No edit feature here?
Do you claim that engineers tend to be IDists and creationists? If so, can you back that up?
I could point out that even Darwinists have noticed: “…the Salem Hypothesis states that creationists with formal educations are more likely to be engineers than they are to be other kinds of scientists. This hypothesis is supported primarily by anecdotal evidence: a good number of creationists who post to talk.origins claim to be engineers, and creationist organizations seem to be disproportionately populated by engineers. Why engineers would be more prone to creationism than other scientists is a good question.”
But is it so hard to figure out why that would be so given that they work with design problems in the real world every day instead of engaging in natural theology of a sort based on prissy or feminized Christianity?
E.g.: “Why would God make a panda’s thumb like this? It is settled then, Nature selected it and designed all the millions of organisms that exist.”

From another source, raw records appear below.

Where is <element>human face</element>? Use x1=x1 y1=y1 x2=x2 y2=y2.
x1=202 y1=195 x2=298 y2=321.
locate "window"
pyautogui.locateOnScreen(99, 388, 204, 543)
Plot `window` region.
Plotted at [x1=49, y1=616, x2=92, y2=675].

Hmmm, ribczynski didn’t reply to comments based on pointing out the elementary distinction between imagining things and empirical evidence and the reason is obvious, what can generally be observed empirically is typically a form of irreducible complexity where if a part is taken away then a lack of function results. For sociological, psychological, political, theological or some other reason many scientists do not treat what is generally observed as the evidence that it is. They generally neglect empirical observation and instead focus on proposing “feasible evolutionary” routes in line with Darwinian reasoning: “If an organism could be found which I could not imagine coming about in a gradual sequence of events then my theory would absolutely break down.” For some reason those who are the first to blindly assert: “There is no evidence for ID.” also seem to be those most willing to cite their own imaginations as the equivalent of empirical evidence. If Darwinists can supposedly classify the arguments of ID as arguments from ignorance then it is time that someone classify their argument as the “argument from imaginary evidence.”
Irreducible complexity isn’t really an “argument” similar to Darwinian reasoning, it’s generally an empirical observation which can be observed in the form and function of organisms. The capacity of Darwinists to imagine things doesn’t change empirical facts or explain the history of all biological specification, form and species.